ACADEMY chains are being invited to City Hall today as Bradford Council looks to find a sponsor for a new school for children with special educational needs.

So far efforts to find a sponsor for the school, which would have space for 72 pupils, have been unsuccessful.

Now another “sponsor round” has been started, and the council hopes a sponsor can be found by December.

At a meeting of the Bradford Schools Forum yesterday, members were told that it is hoped that the school could hit its targeted opening date of September 2020.

Last summer it was announced that Bradford had secured funding for a new school for 72 young people, aged ten to 19, with special educational and mental health needs. The plan is for it to be built on the Rhodesway Playing Fields in Lower Grange.

But the Council would need to find a sponsor to run the school - as government policy for new schools prevent local authorities from opening or running new schools themselves.

When the new school funding was announced, the Council said the new facility would offer “holistic, whole life services” based around education, family care and work-life support, and there would also be an on-site, 12-bed residential facility.

However, after the lack of success in finding a sponsor, the Council has had to change its specification, and members of the forum were told it has required a “review” the specification, and this could mean the authority runs some of the services.

The Schools Forum, made up of heads of schools throughout the distirct, were yesterday given an update on efforts to create more SEND spaces in the district.

Recent years have seen an increasing amount of young people in Bradford put on education health care plans, with the number rising from 2,145 in 2014 to 3,299 this year.

To create more spaces, the Council is in the process of re-designating two of the district’s Pupil Referral Units as special schools. Ellar Carr PRU in Thackley and Park Primary PRU in Westy Bowling, which currently both have high levels of students with special educational needs, are due to be re-designated in October 2019.

The forum heard that government failures to fund special educational needs places had left Bradford and other councils struggle to find the places they need. Chair Dianne Richardson pointed out that it seemed like SEND provision wasn’t a priority for government, adding: “Unfortunately for the government Brexit consumes everything.”

The sponsor engagement event will take place in City Hall at 1pm today.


▶ **DIRECTIONS**
Which lines of the material contain the word "Results"? Show each one.

▶ **DATA UNDER STUDY**
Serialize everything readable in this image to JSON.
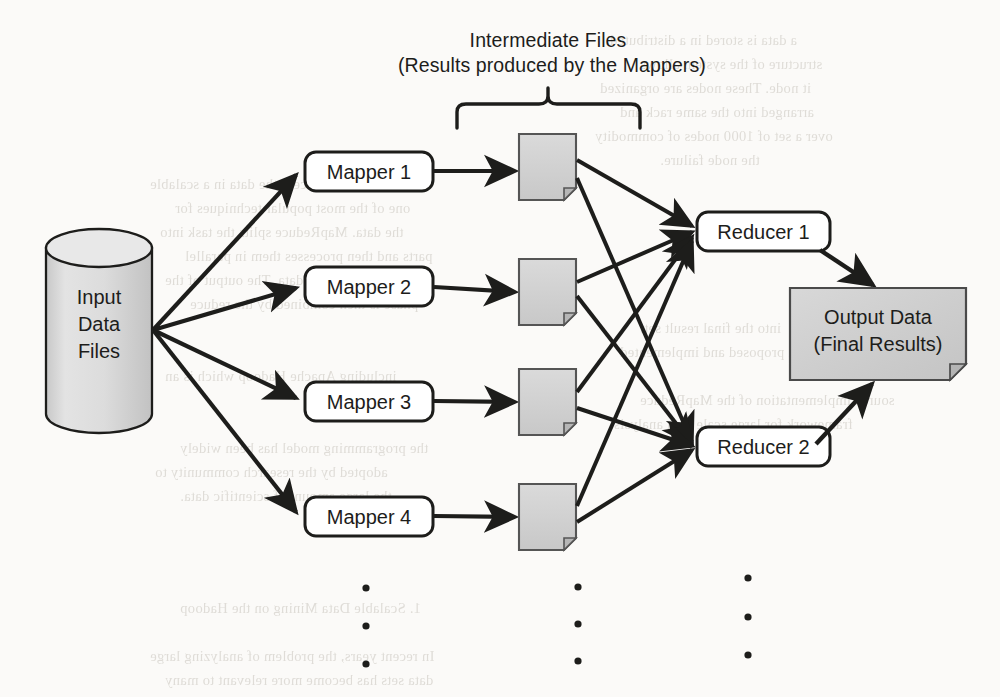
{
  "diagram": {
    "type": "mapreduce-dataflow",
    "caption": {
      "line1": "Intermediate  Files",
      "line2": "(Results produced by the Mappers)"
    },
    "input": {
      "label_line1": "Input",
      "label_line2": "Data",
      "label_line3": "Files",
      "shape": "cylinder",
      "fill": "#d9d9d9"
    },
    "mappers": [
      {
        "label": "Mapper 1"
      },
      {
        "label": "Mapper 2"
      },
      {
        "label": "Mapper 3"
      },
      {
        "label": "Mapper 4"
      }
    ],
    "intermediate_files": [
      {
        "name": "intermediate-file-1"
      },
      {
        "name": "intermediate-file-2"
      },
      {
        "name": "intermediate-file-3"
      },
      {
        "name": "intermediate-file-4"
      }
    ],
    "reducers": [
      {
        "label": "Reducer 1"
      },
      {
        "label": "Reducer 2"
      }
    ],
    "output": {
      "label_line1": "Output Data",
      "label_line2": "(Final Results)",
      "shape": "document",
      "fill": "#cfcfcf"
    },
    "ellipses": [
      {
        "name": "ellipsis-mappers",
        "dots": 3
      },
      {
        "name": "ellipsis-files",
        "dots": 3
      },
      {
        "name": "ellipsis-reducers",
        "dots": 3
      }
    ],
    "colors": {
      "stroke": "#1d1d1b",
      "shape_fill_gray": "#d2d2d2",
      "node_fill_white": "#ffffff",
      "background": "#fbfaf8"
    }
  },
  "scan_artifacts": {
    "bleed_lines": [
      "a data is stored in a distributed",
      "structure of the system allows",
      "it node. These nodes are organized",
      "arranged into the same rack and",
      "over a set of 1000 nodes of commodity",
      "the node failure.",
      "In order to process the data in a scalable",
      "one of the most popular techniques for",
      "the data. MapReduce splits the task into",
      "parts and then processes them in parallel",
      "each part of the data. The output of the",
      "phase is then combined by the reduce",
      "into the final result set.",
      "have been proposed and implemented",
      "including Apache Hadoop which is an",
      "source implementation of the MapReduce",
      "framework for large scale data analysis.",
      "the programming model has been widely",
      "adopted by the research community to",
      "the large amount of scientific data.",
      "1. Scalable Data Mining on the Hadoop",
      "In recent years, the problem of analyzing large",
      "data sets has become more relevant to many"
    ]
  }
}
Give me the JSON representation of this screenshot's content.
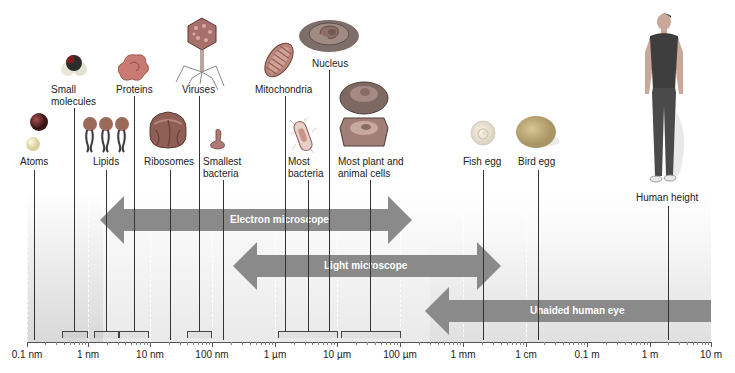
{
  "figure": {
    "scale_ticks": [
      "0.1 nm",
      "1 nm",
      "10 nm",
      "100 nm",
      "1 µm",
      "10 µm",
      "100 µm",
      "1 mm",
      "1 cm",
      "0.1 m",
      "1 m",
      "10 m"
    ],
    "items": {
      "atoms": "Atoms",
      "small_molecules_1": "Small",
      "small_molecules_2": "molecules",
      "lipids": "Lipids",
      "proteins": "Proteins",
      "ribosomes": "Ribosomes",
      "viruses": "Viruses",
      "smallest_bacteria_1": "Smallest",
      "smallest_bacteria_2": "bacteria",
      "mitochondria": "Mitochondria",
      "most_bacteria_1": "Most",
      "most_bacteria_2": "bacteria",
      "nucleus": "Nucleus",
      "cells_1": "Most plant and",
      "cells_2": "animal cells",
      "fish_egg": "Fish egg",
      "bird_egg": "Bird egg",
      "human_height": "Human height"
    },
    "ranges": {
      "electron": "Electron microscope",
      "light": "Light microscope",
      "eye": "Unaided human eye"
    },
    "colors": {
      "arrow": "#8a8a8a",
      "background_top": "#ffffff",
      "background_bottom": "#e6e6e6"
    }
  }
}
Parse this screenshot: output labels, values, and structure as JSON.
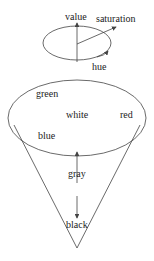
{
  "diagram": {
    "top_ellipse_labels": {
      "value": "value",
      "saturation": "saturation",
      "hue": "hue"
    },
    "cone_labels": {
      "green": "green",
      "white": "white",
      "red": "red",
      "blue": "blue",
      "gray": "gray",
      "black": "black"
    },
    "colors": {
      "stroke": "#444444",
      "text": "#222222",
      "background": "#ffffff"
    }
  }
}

▶ **TASK SOLUTION**
      "line2": "(Results produced by the Mappers)"
      "label_line2": "(Final Results)",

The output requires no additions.